Jizoo Boodah

Lil’ Monkey’s most favorite talisman at the moment is the Jizo Bodhisattva. She has a hard time with the mouthful “bodhisattva,” and has settled on the misnomer “Buddha”; “Jizo” itself comes out more like “Jizoo.” [Update: "bodhisattva" is now approximated by "bodhi's office."] Jizoo Boodah has a swing to it, though, and for this reason, plus Monkey’s being 1.75 yrs. old, we let her pronunciation stand.

I was given this beautiful statuette from my Mother Out-Law (hereafter MOL), following a meditation retreat she’d done at Great Vow Monestary in far northwestern Oregon. Jizo means lots of things to lots of people—for Wikipedeophiles, their entry focuses on its pan-Asian, pan-Buddhist range of meanings; for bibliophiles, Jan Cozen Bays’ Jizo Bodhisattva was the volume my MOL recommended to me. The thumbnail sketch accompanying the statuette reads:

Jizo figures are placed at crossroads in Japan to guide those who travel in both the spiritual and physical realms. Jizo has special significance to pregnant women and to those whose children have died. Jizo is usually portrayed as a child-monk, often carrying a pilgrim’s ringed staff which jingles to warn animals of his approach and prevent mutual harm. Jizo also carries the wish-fulfilling jewel of the Dharma whose light banishes all fear.

The occasion for this gift was the one-year anniversary of my nephew’s death. (It will be another decade entirely before I can write those two words—nephew and death—in sequence without an involuntary, huge, intake of breath.) Jizo rests on my meditation altar, alongside an old brass Buddah statue that my Christian missionary great-grandmother brought back from China around the turn of the last century (ironic! and true!); a picture of my mother taken by me with my first Brownie camera, circa 1975; a shark keychain my nephew Erik gave me after his Make-A-Wish Foundation trip to Hawai’i; and a small, well-worn piece of the Western or al-Buraq Wall that an old therapist gave me, from her year in Jerusalem.

The E-Z, on-the-ground access of my meditation altar means that the objects on it often find themselves relocated to other spots around the house by the Lil’ Monkey, a neat exersise for me in non-attachment.

The death of a loved one, in stark contrast, is a sprawling, untidy exersise in non-attachment. It possesses the gentleness of a swimming pool bully holding your head underwater while the lifeguard isn’t looking, keeping you down just long enough to rattle the living daylights out of you, but not enough to actually cause you to expire.

Am still working on both lessons, small and large, and expect to for the duration.

The Jizo, talisman of the crossroads, is an apt symbol for my own parenthood, which is marked phenomenally by the crossroads of life and death (and, much more modestly, by the crossroads of biological and nonbiological, female and male parenthood). When Erik was diagnosed with glioblastoma multiforme, on the eve of my beloved’s third trimester, we were a galaxy away from recognizing, much less accepting, what was very, very, very likely to come. But when my oldest and dearest friend’s partner was killed on our daughter’s six-week birthday—the day we were to have a Welcome to the World party for her—it simply became impossible to not see. Life/death life/death beginning/ending happiness/sorrow blessing/curse bliss/despondancy here/gone tick/tock tick/tock.

When my little one walks around with Jizoo Boodah, when she wraps it lovingly in a blanket of dinner napkins and puts it to sleep in her crib, I worry that it’s a sign that she’ll go early, too. I mean, why would she attach so strongly to it? It’s shiny and hard. Then again, when she walks around with nothing whatsoever in her hands I worry that she’ll go early. My job: to massage this worry so deeply into my tissues that it transforms itself, leaving as its only trace a radiant sheen of gratitude on the surface.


__Your objective__.
Isolate every line in the records below with "Unilateral" in it.

Figure record extracts:
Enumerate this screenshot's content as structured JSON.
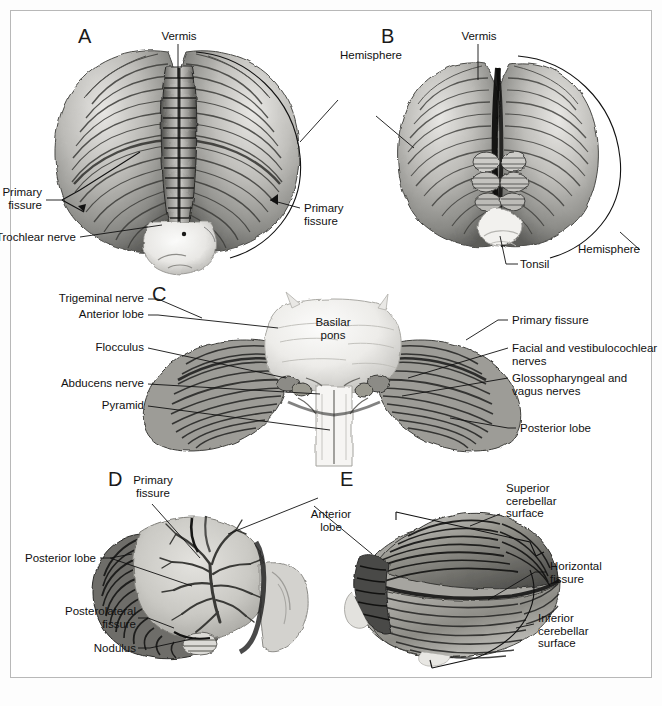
{
  "figure": {
    "background_color": "#ffffff",
    "border_color": "#b8b8b8",
    "label_color": "#111111",
    "panel_letter_color": "#1a1a1a"
  },
  "panels": [
    {
      "letter": "A",
      "view": "superior-view-cerebellum",
      "labels": [
        {
          "name": "vermis",
          "text": "Vermis"
        },
        {
          "name": "hemisphere",
          "text": "Hemisphere"
        },
        {
          "name": "primary-fissure-right",
          "text": "Primary\nfissure"
        },
        {
          "name": "primary-fissure-left",
          "text": "Primary\nfissure"
        },
        {
          "name": "trochlear-nerve",
          "text": "Trochlear nerve"
        }
      ]
    },
    {
      "letter": "B",
      "view": "inferior-view-cerebellum",
      "labels": [
        {
          "name": "vermis",
          "text": "Vermis"
        },
        {
          "name": "hemisphere",
          "text": "Hemisphere"
        },
        {
          "name": "tonsil",
          "text": "Tonsil"
        }
      ]
    },
    {
      "letter": "C",
      "view": "anterior-view-cerebellum-brainstem",
      "labels": [
        {
          "name": "trigeminal-nerve",
          "text": "Trigeminal nerve"
        },
        {
          "name": "anterior-lobe",
          "text": "Anterior lobe"
        },
        {
          "name": "flocculus",
          "text": "Flocculus"
        },
        {
          "name": "abducens-nerve",
          "text": "Abducens nerve"
        },
        {
          "name": "pyramid",
          "text": "Pyramid"
        },
        {
          "name": "basilar-pons",
          "text": "Basilar\npons"
        },
        {
          "name": "primary-fissure",
          "text": "Primary fissure"
        },
        {
          "name": "facial-vestibulocochlear-nerves",
          "text": "Facial and vestibulocochlear\nnerves"
        },
        {
          "name": "glossopharyngeal-vagus-nerves",
          "text": "Glossopharyngeal and\nvagus nerves"
        },
        {
          "name": "posterior-lobe",
          "text": "Posterior lobe"
        }
      ]
    },
    {
      "letter": "D",
      "view": "midsagittal-section-cerebellum",
      "labels": [
        {
          "name": "primary-fissure",
          "text": "Primary\nfissure"
        },
        {
          "name": "posterior-lobe",
          "text": "Posterior lobe"
        },
        {
          "name": "posterolateral-fissure",
          "text": "Posterolateral\nfissure"
        },
        {
          "name": "nodulus",
          "text": "Nodulus"
        },
        {
          "name": "anterior-lobe",
          "text": "Anterior\nlobe"
        }
      ]
    },
    {
      "letter": "E",
      "view": "lateral-view-cerebellum",
      "labels": [
        {
          "name": "superior-cerebellar-surface",
          "text": "Superior\ncerebellar\nsurface"
        },
        {
          "name": "horizontal-fissure",
          "text": "Horizontal\nfissure"
        },
        {
          "name": "inferior-cerebellar-surface",
          "text": "Inferior\ncerebellar\nsurface"
        }
      ]
    }
  ],
  "shared_labels": [
    {
      "name": "anterior-lobe-shared",
      "text": "Anterior\nlobe",
      "applies_to": [
        "D",
        "E"
      ]
    }
  ]
}
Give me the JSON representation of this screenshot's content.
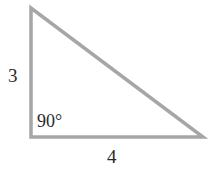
{
  "diagram": {
    "type": "right-triangle",
    "stroke_color": "#a6a6a6",
    "background": "#ffffff",
    "vertices": {
      "top": [
        31,
        8
      ],
      "bottom_left": [
        31,
        137
      ],
      "bottom_right": [
        203,
        137
      ]
    },
    "labels": {
      "vertical_side": "3",
      "horizontal_side": "4",
      "right_angle": "90°"
    }
  }
}
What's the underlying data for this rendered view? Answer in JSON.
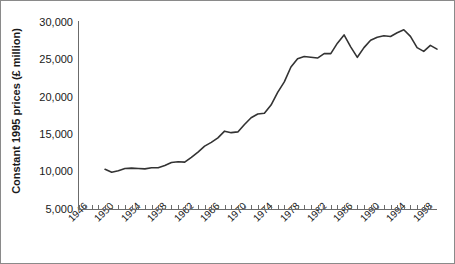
{
  "chart_data": {
    "type": "line",
    "title": "",
    "xlabel": "",
    "ylabel": "Constant 1995 prices (£ million)",
    "ylim": [
      5000,
      30000
    ],
    "xlim": [
      1946,
      2000
    ],
    "grid": false,
    "legend": null,
    "ytick_labels": [
      "30,000",
      "25,000",
      "20,000",
      "15,000",
      "10,000",
      "5,000"
    ],
    "ytick_values": [
      30000,
      25000,
      20000,
      15000,
      10000,
      5000
    ],
    "xtick_labels": [
      "1946",
      "1950",
      "1954",
      "1958",
      "1962",
      "1966",
      "1970",
      "1974",
      "1978",
      "1982",
      "1986",
      "1990",
      "1994",
      "1998"
    ],
    "xtick_values": [
      1946,
      1950,
      1954,
      1958,
      1962,
      1966,
      1970,
      1974,
      1978,
      1982,
      1986,
      1990,
      1994,
      1998
    ],
    "minor_tick_interval": 1,
    "series": [
      {
        "name": "Constant 1995 prices",
        "color": "#333333",
        "x": [
          1950,
          1951,
          1952,
          1953,
          1954,
          1955,
          1956,
          1957,
          1958,
          1959,
          1960,
          1961,
          1962,
          1963,
          1964,
          1965,
          1966,
          1967,
          1968,
          1969,
          1970,
          1971,
          1972,
          1973,
          1974,
          1975,
          1976,
          1977,
          1978,
          1979,
          1980,
          1981,
          1982,
          1983,
          1984,
          1985,
          1986,
          1987,
          1988,
          1989,
          1990,
          1991,
          1992,
          1993,
          1994,
          1995,
          1996,
          1997,
          1998,
          1999,
          2000
        ],
        "values": [
          10400,
          10000,
          10200,
          10500,
          10550,
          10500,
          10450,
          10600,
          10600,
          10900,
          11300,
          11400,
          11350,
          12000,
          12700,
          13500,
          14000,
          14600,
          15500,
          15300,
          15400,
          16400,
          17300,
          17800,
          17900,
          19000,
          20700,
          22100,
          24100,
          25200,
          25500,
          25400,
          25300,
          25900,
          25900,
          27300,
          28400,
          26800,
          25400,
          26700,
          27700,
          28100,
          28300,
          28200,
          28700,
          29100,
          28200,
          26700,
          26200,
          27000,
          26500
        ]
      }
    ]
  },
  "axes": {
    "y_axis_line": "vertical-axis",
    "x_axis_line": "horizontal-axis"
  }
}
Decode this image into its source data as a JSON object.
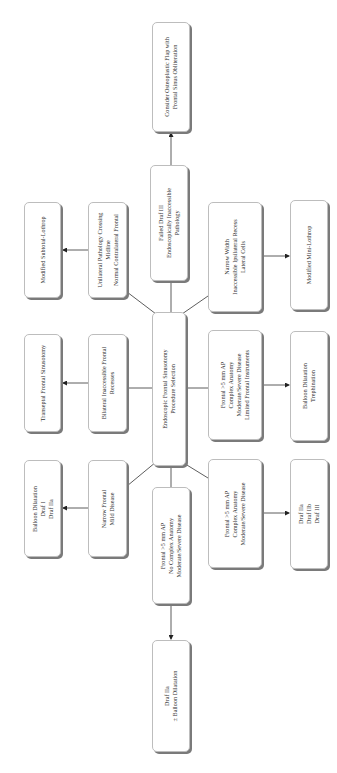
{
  "diagram": {
    "orientation": "rotated -90deg (reads bottom-to-top)",
    "root": {
      "label": [
        "Endoscopic Frontal Sinusotomy",
        "Procedure Selection"
      ]
    },
    "conditions": [
      {
        "id": "c1",
        "label": [
          "Narrow Frontal",
          "Mild Disease"
        ]
      },
      {
        "id": "c2",
        "label": [
          "Bilateral Inaccessible Frontal",
          "Recesses"
        ]
      },
      {
        "id": "c3",
        "label": [
          "Unilateral Pathology Crossing",
          "Midline",
          "Normal Contralateral Frontal"
        ]
      },
      {
        "id": "c4",
        "label": [
          "Failed Draf III",
          "Endoscopically Inaccessible",
          "Pathology"
        ]
      },
      {
        "id": "c5",
        "label": [
          "Narrow Width",
          "Inaccessible Ipsilateral Recess",
          "Lateral Cells"
        ]
      },
      {
        "id": "c6",
        "label": [
          "Frontal >5 mm AP",
          "Complex Anatomy",
          "Moderate/Severe Disease",
          "Limited Frontal Instruments"
        ]
      },
      {
        "id": "c7",
        "label": [
          "Frontal >5 mm AP",
          "Complex Anatomy",
          "Moderate/Severe Disease"
        ]
      },
      {
        "id": "c8",
        "label": [
          "Frontal >5 mm AP",
          "No Complex Anatomy",
          "Moderate/Severe Disease"
        ]
      }
    ],
    "procedures": [
      {
        "id": "p1",
        "from": "c1",
        "label": [
          "Balloon Dilatation",
          "Draf I",
          "Draf IIa"
        ]
      },
      {
        "id": "p2",
        "from": "c2",
        "label": [
          "Transeptal Frontal Sinusotomy"
        ]
      },
      {
        "id": "p3",
        "from": "c3",
        "label": [
          "Modified Subtotal-Lothrop"
        ]
      },
      {
        "id": "p4",
        "from": "c4",
        "label": [
          "Consider Osteoplastic Flap with",
          "Frontal Sinus Obliteration"
        ]
      },
      {
        "id": "p5",
        "from": "c5",
        "label": [
          "Modified Mini-Lothrop"
        ]
      },
      {
        "id": "p6",
        "from": "c6",
        "label": [
          "Balloon Dilatation",
          "Trephination"
        ]
      },
      {
        "id": "p7",
        "from": "c7",
        "label": [
          "Draf IIa",
          "Draf IIb",
          "Draf III"
        ]
      },
      {
        "id": "p8",
        "from": "c8",
        "label": [
          "Draf IIa",
          "± Balloon Dilatation"
        ]
      }
    ]
  },
  "text": {
    "root_l1": "Endoscopic Frontal Sinusotomy",
    "root_l2": "Procedure Selection",
    "c1_l1": "Narrow Frontal",
    "c1_l2": "Mild Disease",
    "c2_l1": "Bilateral Inaccessible Frontal",
    "c2_l2": "Recesses",
    "c3_l1": "Unilateral Pathology Crossing",
    "c3_l2": "Midline",
    "c3_l3": "Normal Contralateral Frontal",
    "c4_l1": "Failed Draf III",
    "c4_l2": "Endoscopically Inaccessible",
    "c4_l3": "Pathology",
    "c5_l1": "Narrow Width",
    "c5_l2": "Inaccessible Ipsilateral Recess",
    "c5_l3": "Lateral Cells",
    "c6_l1": "Frontal >5 mm AP",
    "c6_l2": "Complex Anatomy",
    "c6_l3": "Moderate/Severe Disease",
    "c6_l4": "Limited Frontal Instruments",
    "c7_l1": "Frontal >5 mm AP",
    "c7_l2": "Complex Anatomy",
    "c7_l3": "Moderate/Severe Disease",
    "c8_l1": "Frontal >5 mm AP",
    "c8_l2": "No Complex Anatomy",
    "c8_l3": "Moderate/Severe Disease",
    "p1_l1": "Balloon Dilatation",
    "p1_l2": "Draf I",
    "p1_l3": "Draf IIa",
    "p2_l1": "Transeptal Frontal Sinusotomy",
    "p3_l1": "Modified Subtotal-Lothrop",
    "p4_l1": "Consider Osteoplastic Flap with",
    "p4_l2": "Frontal Sinus Obliteration",
    "p5_l1": "Modified Mini-Lothrop",
    "p6_l1": "Balloon Dilatation",
    "p6_l2": "Trephination",
    "p7_l1": "Draf IIa",
    "p7_l2": "Draf IIb",
    "p7_l3": "Draf III",
    "p8_l1": "Draf IIa",
    "p8_l2": "± Balloon Dilatation"
  },
  "colors": {
    "border": "#bdbdbd",
    "shadow": "#7a7a7a",
    "line": "#333333",
    "text": "#333333",
    "background": "#ffffff"
  }
}
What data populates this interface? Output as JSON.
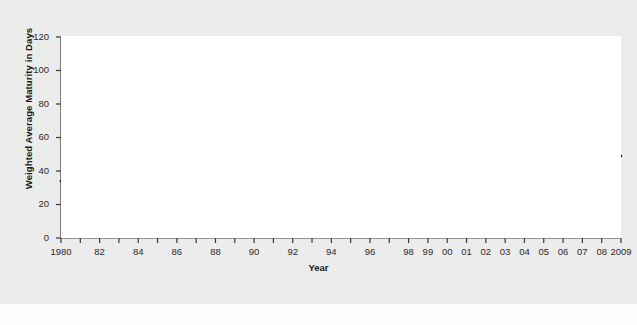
{
  "figure": {
    "background_color": "#ececec",
    "plot_background_color": "#ffffff",
    "line_color": "#231f20",
    "axis_color": "#3a3a3a"
  },
  "chart_data": {
    "type": "line",
    "title": "",
    "xlabel": "Year",
    "ylabel": "Weighted Average Maturity in Days",
    "xlim": [
      1980,
      2009
    ],
    "ylim": [
      0,
      120
    ],
    "grid": false,
    "legend": null,
    "y_ticks": [
      0,
      20,
      40,
      60,
      80,
      100,
      120
    ],
    "y_tick_labels": [
      "0",
      "20",
      "40",
      "60",
      "80",
      "100",
      "120"
    ],
    "x_ticks": [
      1980,
      1981,
      1982,
      1983,
      1984,
      1985,
      1986,
      1987,
      1988,
      1989,
      1990,
      1991,
      1992,
      1993,
      1994,
      1995,
      1996,
      1997,
      1998,
      1999,
      2000,
      2001,
      2002,
      2003,
      2004,
      2005,
      2006,
      2007,
      2008,
      2009
    ],
    "x_tick_labels": [
      {
        "year": 1980,
        "label": "1980"
      },
      {
        "year": 1982,
        "label": "82"
      },
      {
        "year": 1984,
        "label": "84"
      },
      {
        "year": 1986,
        "label": "86"
      },
      {
        "year": 1988,
        "label": "88"
      },
      {
        "year": 1990,
        "label": "90"
      },
      {
        "year": 1992,
        "label": "92"
      },
      {
        "year": 1994,
        "label": "94"
      },
      {
        "year": 1996,
        "label": "96"
      },
      {
        "year": 1998,
        "label": "98"
      },
      {
        "year": 1999,
        "label": "99"
      },
      {
        "year": 2000,
        "label": "00"
      },
      {
        "year": 2001,
        "label": "01"
      },
      {
        "year": 2002,
        "label": "02"
      },
      {
        "year": 2003,
        "label": "03"
      },
      {
        "year": 2004,
        "label": "04"
      },
      {
        "year": 2005,
        "label": "05"
      },
      {
        "year": 2006,
        "label": "06"
      },
      {
        "year": 2007,
        "label": "07"
      },
      {
        "year": 2008,
        "label": "08"
      },
      {
        "year": 2009,
        "label": "2009"
      }
    ],
    "x": [
      1980,
      1981,
      1982,
      1983,
      1984,
      1985,
      1986,
      1987,
      1988,
      1989,
      1990,
      1991,
      1992,
      1993,
      1994,
      1995,
      1996,
      1997,
      1998,
      1999,
      2000,
      2001,
      2002,
      2003,
      2004,
      2005,
      2006,
      2007,
      2008,
      2009
    ],
    "values": [
      34,
      37,
      38,
      37,
      43,
      38,
      37,
      29,
      33,
      39,
      47,
      50,
      49,
      47,
      31,
      53,
      45,
      44,
      45,
      47,
      49,
      59,
      54,
      58,
      41,
      35,
      44,
      42,
      45,
      49
    ],
    "series": [
      {
        "name": "Weighted Average Maturity in Days",
        "values": [
          34,
          37,
          38,
          37,
          43,
          38,
          37,
          29,
          33,
          39,
          47,
          50,
          49,
          47,
          31,
          53,
          45,
          44,
          45,
          47,
          49,
          59,
          54,
          58,
          41,
          35,
          44,
          42,
          45,
          49
        ]
      }
    ]
  }
}
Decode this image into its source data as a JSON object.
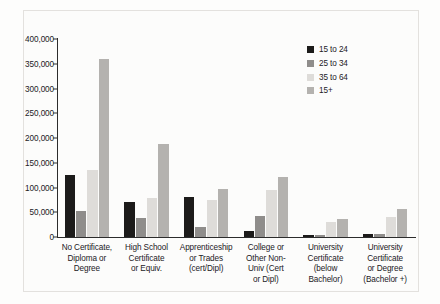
{
  "chart_data": {
    "type": "bar",
    "title": "",
    "xlabel": "",
    "ylabel": "",
    "ylim": [
      0,
      400000
    ],
    "ytick_labels": [
      "400,000",
      "350,000",
      "300,000",
      "250,000",
      "200,000",
      "150,000",
      "100,000",
      "50,000",
      "0"
    ],
    "ytick_values": [
      400000,
      350000,
      300000,
      250000,
      200000,
      150000,
      100000,
      50000,
      0
    ],
    "grid": false,
    "legend_position": "top-right",
    "categories": [
      "No Certificate,\nDiploma or\nDegree",
      "High School\nCertificate\nor Equiv.",
      "Apprenticeship\nor Trades\n(cert/Dipl)",
      "College or\nOther Non-\nUniv (Cert\nor Dipl)",
      "University\nCertificate\n(below\nBachelor)",
      "University\nCertificate\nor Degree\n(Bachelor +)"
    ],
    "series": [
      {
        "name": "15 to 24",
        "color": "#1c1b1a",
        "values": [
          125000,
          70000,
          80000,
          12000,
          4000,
          6000
        ]
      },
      {
        "name": "25 to 34",
        "color": "#8f8d8b",
        "values": [
          52000,
          38000,
          20000,
          42000,
          5000,
          7000
        ]
      },
      {
        "name": "35 to 64",
        "color": "#dedcd9",
        "values": [
          135000,
          78000,
          75000,
          95000,
          30000,
          40000
        ]
      },
      {
        "name": "15+",
        "color": "#b4b2af",
        "values": [
          360000,
          188000,
          97000,
          122000,
          36000,
          57000
        ]
      }
    ]
  }
}
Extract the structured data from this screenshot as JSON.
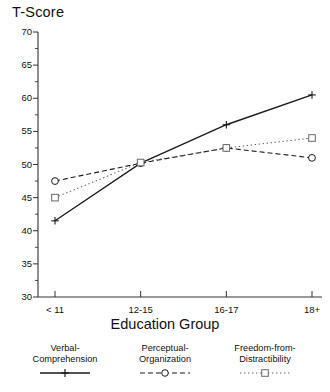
{
  "chart_data": {
    "type": "line",
    "title": "",
    "ylabel": "T-Score",
    "xlabel": "Education Group",
    "categories": [
      "< 11",
      "12-15",
      "16-17",
      "18+"
    ],
    "ylim": [
      30,
      70
    ],
    "yticks": [
      30,
      35,
      40,
      45,
      50,
      55,
      60,
      65,
      70
    ],
    "ytick_labels": [
      "30",
      "35",
      "40",
      "45",
      "50",
      "55",
      "60",
      "65",
      "70"
    ],
    "minor_tick_step": 2.5,
    "grid": false,
    "legend_position": "bottom",
    "series": [
      {
        "name": "Verbal-Comprehension",
        "label_line1": "Verbal-",
        "label_line2": "Comprehension",
        "marker": "plus",
        "linestyle": "solid",
        "color": "#1a1a1a",
        "values": [
          41.5,
          50.2,
          56.0,
          60.5
        ]
      },
      {
        "name": "Perceptual-Organization",
        "label_line1": "Perceptual-",
        "label_line2": "Organization",
        "marker": "circle",
        "linestyle": "dashed",
        "color": "#1a1a1a",
        "values": [
          47.5,
          50.2,
          52.5,
          51.0
        ]
      },
      {
        "name": "Freedom-from-Distractibility",
        "label_line1": "Freedom-from-",
        "label_line2": "Distractibility",
        "marker": "square",
        "linestyle": "dotted",
        "color": "#666666",
        "values": [
          45.0,
          50.3,
          52.5,
          54.0
        ]
      }
    ]
  }
}
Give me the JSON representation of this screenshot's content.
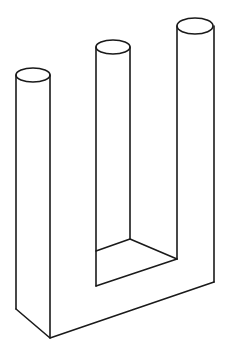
{
  "figure": {
    "title": "",
    "stroke_color": "#1a1a1a",
    "background": "#ffffff",
    "prongs": [
      {
        "name": "left",
        "top_cx": 33,
        "top_cy": 75,
        "rx": 17,
        "ry": 7
      },
      {
        "name": "middle",
        "top_cx": 113,
        "top_cy": 47,
        "rx": 17,
        "ry": 7
      },
      {
        "name": "right",
        "top_cx": 195,
        "top_cy": 26,
        "rx": 18,
        "ry": 8
      }
    ]
  }
}
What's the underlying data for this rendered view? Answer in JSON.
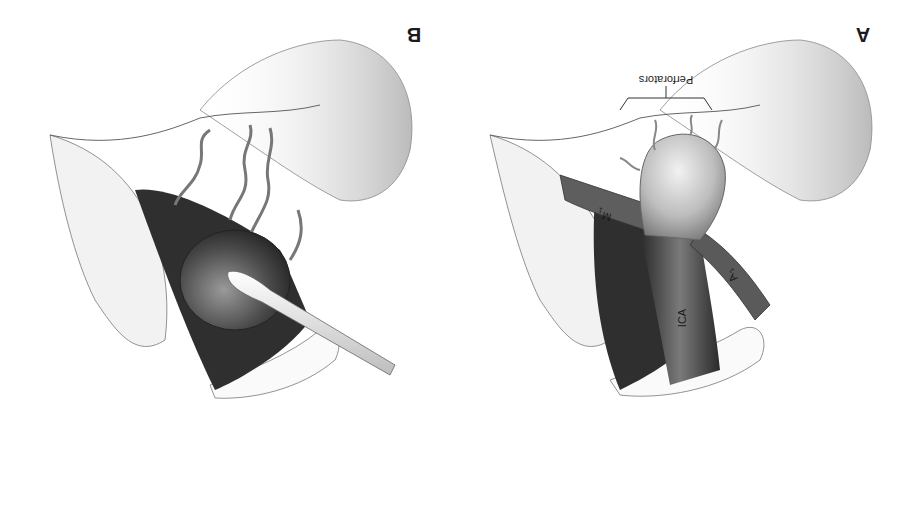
{
  "figure": {
    "orientation": "rotated 180 degrees",
    "panels": [
      {
        "id": "A",
        "letter": "A",
        "labels": {
          "perforators": "Perforators",
          "ica": "ICA",
          "m1": "M",
          "m1_sub": "1",
          "a1": "A",
          "a1_sub": "1"
        }
      },
      {
        "id": "B",
        "letter": "B"
      }
    ],
    "colors": {
      "background": "#ffffff",
      "tissue": "#e8e8e8",
      "vessel_dark": "#2a2a2a",
      "vessel_mid": "#6e6e6e",
      "vessel_light": "#cfcfcf",
      "outline": "#555555"
    }
  }
}
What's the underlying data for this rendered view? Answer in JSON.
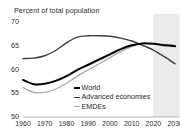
{
  "chart_data": {
    "type": "line",
    "title": "Percent of total population",
    "xlabel": "",
    "ylabel": "",
    "ylim": [
      50,
      70
    ],
    "xlim": [
      1960,
      2032
    ],
    "grid": false,
    "legend_position": "center",
    "yticks": [
      "70",
      "65",
      "60",
      "55",
      "50"
    ],
    "xticks": [
      "1960",
      "1970",
      "1980",
      "1990",
      "2000",
      "2010",
      "2020",
      "2030"
    ],
    "shaded_projection": {
      "label": "",
      "start": 2020,
      "end": 2032,
      "color": "#eceaea"
    },
    "x": [
      1960,
      1965,
      1970,
      1975,
      1980,
      1985,
      1990,
      1995,
      2000,
      2005,
      2010,
      2015,
      2020,
      2025,
      2030
    ],
    "series": [
      {
        "name": "World",
        "color": "#000000",
        "width": 2.0,
        "values": [
          57.8,
          56.9,
          57.0,
          57.6,
          58.6,
          59.9,
          61.0,
          62.1,
          63.2,
          64.3,
          65.1,
          65.5,
          65.4,
          65.1,
          64.9
        ]
      },
      {
        "name": "Advanced economies",
        "color": "#3d3d3d",
        "width": 1.4,
        "values": [
          62.3,
          62.4,
          62.9,
          64.0,
          65.6,
          66.8,
          67.1,
          67.1,
          67.0,
          66.6,
          66.0,
          65.1,
          64.1,
          62.7,
          61.2
        ]
      },
      {
        "name": "EMDEs",
        "color": "#a8a8a8",
        "width": 1.3,
        "values": [
          56.2,
          55.2,
          55.2,
          55.9,
          57.1,
          58.6,
          59.9,
          61.2,
          62.5,
          63.8,
          64.8,
          65.4,
          65.5,
          65.3,
          65.1
        ]
      }
    ]
  }
}
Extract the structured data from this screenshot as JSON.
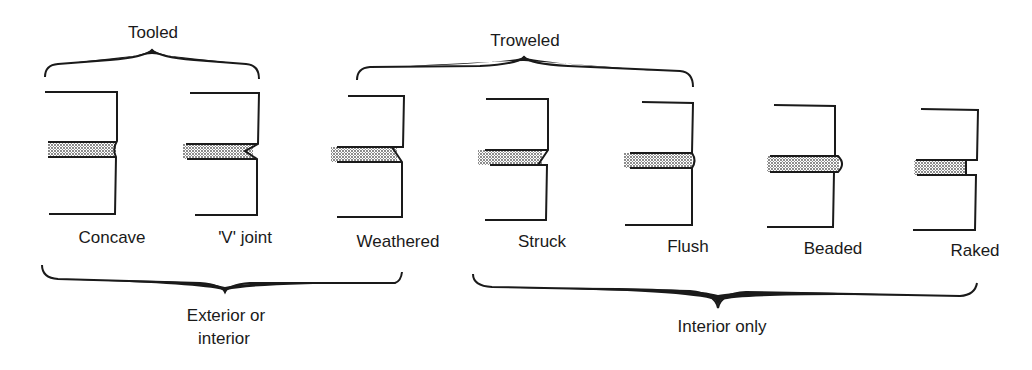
{
  "group_labels": {
    "tooled": "Tooled",
    "troweled": "Troweled",
    "exterior_or_interior_line1": "Exterior or",
    "exterior_or_interior_line2": "interior",
    "interior_only": "Interior only"
  },
  "joints": [
    {
      "label": "Concave"
    },
    {
      "label": "'V' joint"
    },
    {
      "label": "Weathered"
    },
    {
      "label": "Struck"
    },
    {
      "label": "Flush"
    },
    {
      "label": "Beaded"
    },
    {
      "label": "Raked"
    }
  ],
  "colors": {
    "ink": "#1a1a1a",
    "mortar_dots": "#555555",
    "background": "#ffffff"
  }
}
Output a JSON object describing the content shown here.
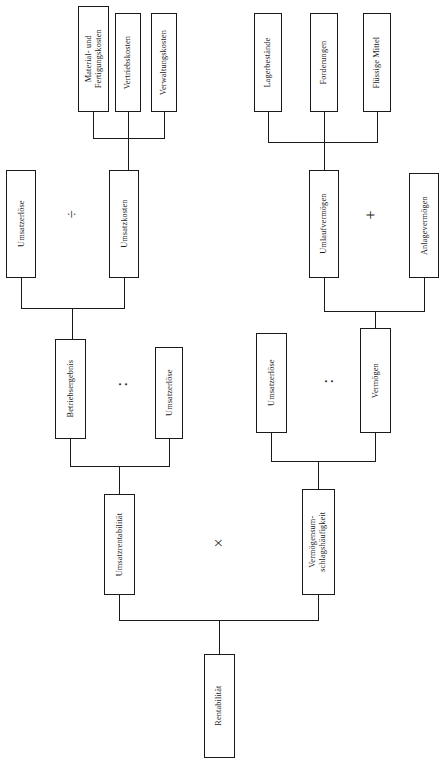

__Output__.
          "Unilateral Pathology Crossing",
    "c3_l1": "Unilateral Pathology Crossing",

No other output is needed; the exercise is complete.